The relationship the general public has had with vaccines over the past several decades has is not simple. The trajectory of vaccination began with just a single vaccine protecting against a single disease--that of Jenner's for smallpox in the late 1700s--and now every American child is protected against 16, if up-to-date on recommended vaccines (which I hope they all become). When I was a child, I was able to be protected against only 7 of what became routine in 2015.
There are, of course, more vaccines that are not routinely administered though easily available. These include vaccines against smallpox, anthrax, rabies, yellow fever, Japanese encephalitis, typhoid, and adenovirus.
What may be puzzling to many is how diseases get specifically targeted for control via vaccination and how members of the "sweet 16" came to be. A new book by Emory historian Elena Conis entitled Vaccine Nation: America's Changing Relationship with Immunization provides a lot of context and history that is not well appreciated.
The most important aspect of the book, to me, is the theme that as society matures and medicine progresses what is a tolerable risk changes. New contexts condition how risk is objectively evaluated by individuals. Thus when there was no measles vaccines, measles was an accepted risk. However, when a safe and effective vaccine was available the risk became unacceptable.
Not all diseases are as a straightforward as measles, but the general conceptual model is the same. In many cases, the ability to live a life devoid of a "nuisance" infection may have played a role. For example, mumps--in which complications occur at a low rate--the convenience of living a life free of mumps and the ensuing need to be cared for by parents who must stay home from work (not to mention the national security implications of having soldiers sidelined by the virus which is more severe in adults). This point is moot in the current context when the mumps vaccine is exclusively (and conveniently) bundled with measles and rubella.
Risk goes the other way as well. When smallpox was nearly eradicated from the planet, the US stopped vaccinating against it (1972) because the scientifically-established risk from the vaccine outweighed the risk of contracting the illness for the general public. Similarly, when polio was nearly eliminated from the Americas there was a switch in the US from the Sabin live vaccine to the Salk inactivated vaccine to remove the risk of vaccine-derived polio from the vaccine strain.
Professor Conis provides much vivid material surrounding the debates and decisions that played a role in the rise of such vaccines as ones against measles, mumps, rubella, hepatitis B and HPV.
She also, in a very clinical way, looks at the various facets of the anti-vaccine movement finding its roots in other social movements which espoused certain philosophies that derided the scientific method, logic, and objective evidence in favor of some other "method".
The book also usefully immerses the reader in the politics that followed the introduction of the polio vaccine in the 1950s. This political atmosphere led to a growing government role in specifically funding vaccination activities of the states through various laws that developed new programs beginning in the Eisenhower administration and culminating in the Clinton administration's Vaccines for Children program.
With this book, Professor Conis has made a great contribution to the literature on the social aspects of vaccination and as a dyed-in-the-wool unapologetic vaccine advocate I think it is required reading.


-- WORK REQUEST --
Pictures don't belong in the copy; print all the records exactly.
|---|
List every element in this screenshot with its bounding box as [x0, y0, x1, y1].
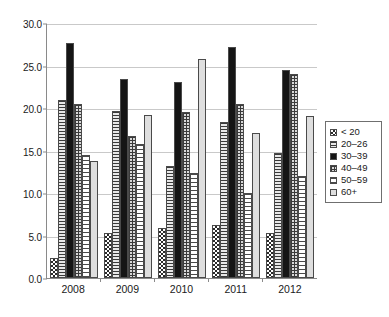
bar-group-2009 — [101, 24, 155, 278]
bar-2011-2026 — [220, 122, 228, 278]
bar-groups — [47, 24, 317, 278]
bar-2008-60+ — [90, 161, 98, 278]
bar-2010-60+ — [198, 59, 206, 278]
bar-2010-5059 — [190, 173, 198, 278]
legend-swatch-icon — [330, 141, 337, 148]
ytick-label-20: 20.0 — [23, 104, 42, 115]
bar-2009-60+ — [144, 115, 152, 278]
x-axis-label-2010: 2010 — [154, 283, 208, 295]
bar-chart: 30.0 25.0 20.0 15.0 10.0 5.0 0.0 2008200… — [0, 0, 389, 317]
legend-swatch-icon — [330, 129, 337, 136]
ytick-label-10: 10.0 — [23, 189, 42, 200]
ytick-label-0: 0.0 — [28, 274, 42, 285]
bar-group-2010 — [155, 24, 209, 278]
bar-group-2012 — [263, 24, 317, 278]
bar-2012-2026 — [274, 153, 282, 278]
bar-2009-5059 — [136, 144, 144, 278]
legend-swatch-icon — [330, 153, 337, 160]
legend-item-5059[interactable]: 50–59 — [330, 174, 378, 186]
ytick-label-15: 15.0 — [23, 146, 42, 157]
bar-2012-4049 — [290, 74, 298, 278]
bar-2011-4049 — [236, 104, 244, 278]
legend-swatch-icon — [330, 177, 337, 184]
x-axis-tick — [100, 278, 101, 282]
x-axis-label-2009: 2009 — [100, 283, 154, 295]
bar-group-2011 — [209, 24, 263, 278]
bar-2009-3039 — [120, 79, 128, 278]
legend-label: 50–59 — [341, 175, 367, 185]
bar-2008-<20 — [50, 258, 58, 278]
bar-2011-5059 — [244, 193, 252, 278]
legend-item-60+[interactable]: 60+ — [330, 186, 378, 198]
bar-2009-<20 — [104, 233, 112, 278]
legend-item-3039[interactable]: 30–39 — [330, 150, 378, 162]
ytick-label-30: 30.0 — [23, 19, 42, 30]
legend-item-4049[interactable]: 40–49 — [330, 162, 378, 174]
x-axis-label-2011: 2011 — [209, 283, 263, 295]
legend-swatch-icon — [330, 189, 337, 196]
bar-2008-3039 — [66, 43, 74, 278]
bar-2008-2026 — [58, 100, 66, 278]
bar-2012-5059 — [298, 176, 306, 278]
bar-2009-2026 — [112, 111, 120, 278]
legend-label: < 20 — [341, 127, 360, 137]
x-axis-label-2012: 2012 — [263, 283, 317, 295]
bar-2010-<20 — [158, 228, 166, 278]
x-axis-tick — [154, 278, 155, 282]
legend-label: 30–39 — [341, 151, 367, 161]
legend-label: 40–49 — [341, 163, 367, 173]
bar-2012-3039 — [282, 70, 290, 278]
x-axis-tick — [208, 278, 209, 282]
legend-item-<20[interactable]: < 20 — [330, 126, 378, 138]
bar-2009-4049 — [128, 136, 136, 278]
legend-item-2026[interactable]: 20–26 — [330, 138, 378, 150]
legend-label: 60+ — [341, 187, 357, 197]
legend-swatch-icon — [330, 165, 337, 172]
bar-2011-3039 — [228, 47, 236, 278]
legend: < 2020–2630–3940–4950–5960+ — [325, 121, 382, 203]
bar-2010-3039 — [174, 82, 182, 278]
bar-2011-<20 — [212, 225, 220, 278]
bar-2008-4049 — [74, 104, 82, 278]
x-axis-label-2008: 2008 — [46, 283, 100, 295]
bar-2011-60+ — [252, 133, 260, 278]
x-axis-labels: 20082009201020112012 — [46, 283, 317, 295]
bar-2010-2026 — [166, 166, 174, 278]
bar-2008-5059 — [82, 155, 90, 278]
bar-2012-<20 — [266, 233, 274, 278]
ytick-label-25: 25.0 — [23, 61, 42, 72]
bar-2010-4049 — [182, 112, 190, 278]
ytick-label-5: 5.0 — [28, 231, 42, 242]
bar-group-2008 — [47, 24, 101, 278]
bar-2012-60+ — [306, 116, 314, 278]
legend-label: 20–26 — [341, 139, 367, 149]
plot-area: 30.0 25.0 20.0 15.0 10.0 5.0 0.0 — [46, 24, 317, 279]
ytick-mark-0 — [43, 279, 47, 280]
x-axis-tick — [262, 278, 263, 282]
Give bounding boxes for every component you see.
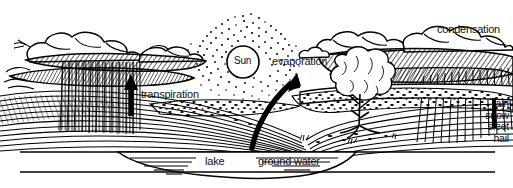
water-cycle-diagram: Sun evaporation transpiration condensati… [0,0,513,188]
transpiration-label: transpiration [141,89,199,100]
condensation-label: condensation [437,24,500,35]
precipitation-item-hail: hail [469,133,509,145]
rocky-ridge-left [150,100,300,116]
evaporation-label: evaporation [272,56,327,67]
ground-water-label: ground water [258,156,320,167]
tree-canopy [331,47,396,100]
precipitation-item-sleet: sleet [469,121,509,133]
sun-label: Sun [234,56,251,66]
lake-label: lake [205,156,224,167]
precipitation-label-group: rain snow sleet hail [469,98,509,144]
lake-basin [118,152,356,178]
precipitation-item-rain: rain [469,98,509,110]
|---|
-- RESULT --
List every element in this screenshot with its bounding box as [x0, y0, x1, y1].
bar-group-2009 — [101, 24, 155, 278]
bar-2011-2026 — [220, 122, 228, 278]
bar-groups — [47, 24, 317, 278]
bar-2008-60+ — [90, 161, 98, 278]
bar-2010-60+ — [198, 59, 206, 278]
bar-2010-5059 — [190, 173, 198, 278]
legend-swatch-icon — [330, 141, 337, 148]
ytick-label-20: 20.0 — [23, 104, 42, 115]
bar-2009-60+ — [144, 115, 152, 278]
x-axis-label-2010: 2010 — [154, 283, 208, 295]
bar-chart: 30.0 25.0 20.0 15.0 10.0 5.0 0.0 2008200… — [0, 0, 389, 317]
legend-swatch-icon — [330, 129, 337, 136]
ytick-label-10: 10.0 — [23, 189, 42, 200]
ytick-label-0: 0.0 — [28, 274, 42, 285]
bar-group-2010 — [155, 24, 209, 278]
bar-group-2012 — [263, 24, 317, 278]
bar-2012-2026 — [274, 153, 282, 278]
bar-2009-5059 — [136, 144, 144, 278]
legend-swatch-icon — [330, 153, 337, 160]
legend-item-5059[interactable]: 50–59 — [330, 174, 378, 186]
ytick-label-15: 15.0 — [23, 146, 42, 157]
bar-2012-4049 — [290, 74, 298, 278]
bar-2011-4049 — [236, 104, 244, 278]
legend-swatch-icon — [330, 177, 337, 184]
x-axis-tick — [100, 278, 101, 282]
x-axis-label-2009: 2009 — [100, 283, 154, 295]
bar-group-2011 — [209, 24, 263, 278]
bar-2009-3039 — [120, 79, 128, 278]
legend-label: 50–59 — [341, 175, 367, 185]
bar-2008-<20 — [50, 258, 58, 278]
bar-2011-5059 — [244, 193, 252, 278]
legend-item-60+[interactable]: 60+ — [330, 186, 378, 198]
bar-2009-<20 — [104, 233, 112, 278]
legend-item-3039[interactable]: 30–39 — [330, 150, 378, 162]
ytick-label-30: 30.0 — [23, 19, 42, 30]
legend-item-4049[interactable]: 40–49 — [330, 162, 378, 174]
x-axis-label-2011: 2011 — [209, 283, 263, 295]
legend-swatch-icon — [330, 189, 337, 196]
bar-2008-3039 — [66, 43, 74, 278]
bar-2008-2026 — [58, 100, 66, 278]
bar-2012-5059 — [298, 176, 306, 278]
bar-2009-2026 — [112, 111, 120, 278]
legend-label: < 20 — [341, 127, 360, 137]
x-axis-label-2012: 2012 — [263, 283, 317, 295]
bar-2010-<20 — [158, 228, 166, 278]
x-axis-tick — [154, 278, 155, 282]
legend-label: 30–39 — [341, 151, 367, 161]
legend-label: 40–49 — [341, 163, 367, 173]
bar-2012-3039 — [282, 70, 290, 278]
x-axis-tick — [208, 278, 209, 282]
legend-item-<20[interactable]: < 20 — [330, 126, 378, 138]
bar-2009-4049 — [128, 136, 136, 278]
legend-item-2026[interactable]: 20–26 — [330, 138, 378, 150]
legend-label: 60+ — [341, 187, 357, 197]
legend-swatch-icon — [330, 165, 337, 172]
bar-2011-3039 — [228, 47, 236, 278]
legend: < 2020–2630–3940–4950–5960+ — [325, 121, 382, 203]
bar-2010-3039 — [174, 82, 182, 278]
bar-2011-<20 — [212, 225, 220, 278]
bar-2008-4049 — [74, 104, 82, 278]
x-axis-label-2008: 2008 — [46, 283, 100, 295]
bar-2011-60+ — [252, 133, 260, 278]
x-axis-labels: 20082009201020112012 — [46, 283, 317, 295]
bar-2010-2026 — [166, 166, 174, 278]
bar-2008-5059 — [82, 155, 90, 278]
bar-2012-<20 — [266, 233, 274, 278]
ytick-label-25: 25.0 — [23, 61, 42, 72]
bar-2010-4049 — [182, 112, 190, 278]
ytick-label-5: 5.0 — [28, 231, 42, 242]
bar-group-2008 — [47, 24, 101, 278]
bar-2012-60+ — [306, 116, 314, 278]
legend-label: 20–26 — [341, 139, 367, 149]
plot-area: 30.0 25.0 20.0 15.0 10.0 5.0 0.0 — [46, 24, 317, 279]
ytick-mark-0 — [43, 279, 47, 280]
x-axis-tick — [262, 278, 263, 282]
Give bounding boxes for every component you see.
water-cycle-diagram: Sun evaporation transpiration condensati… [0,0,513,188]
transpiration-label: transpiration [141,89,199,100]
condensation-label: condensation [437,24,500,35]
precipitation-item-hail: hail [469,133,509,145]
rocky-ridge-left [150,100,300,116]
evaporation-label: evaporation [272,56,327,67]
ground-water-label: ground water [258,156,320,167]
tree-canopy [331,47,396,100]
precipitation-item-sleet: sleet [469,121,509,133]
sun-label: Sun [234,56,251,66]
lake-label: lake [205,156,224,167]
precipitation-label-group: rain snow sleet hail [469,98,509,144]
lake-basin [118,152,356,178]
precipitation-item-rain: rain [469,98,509,110]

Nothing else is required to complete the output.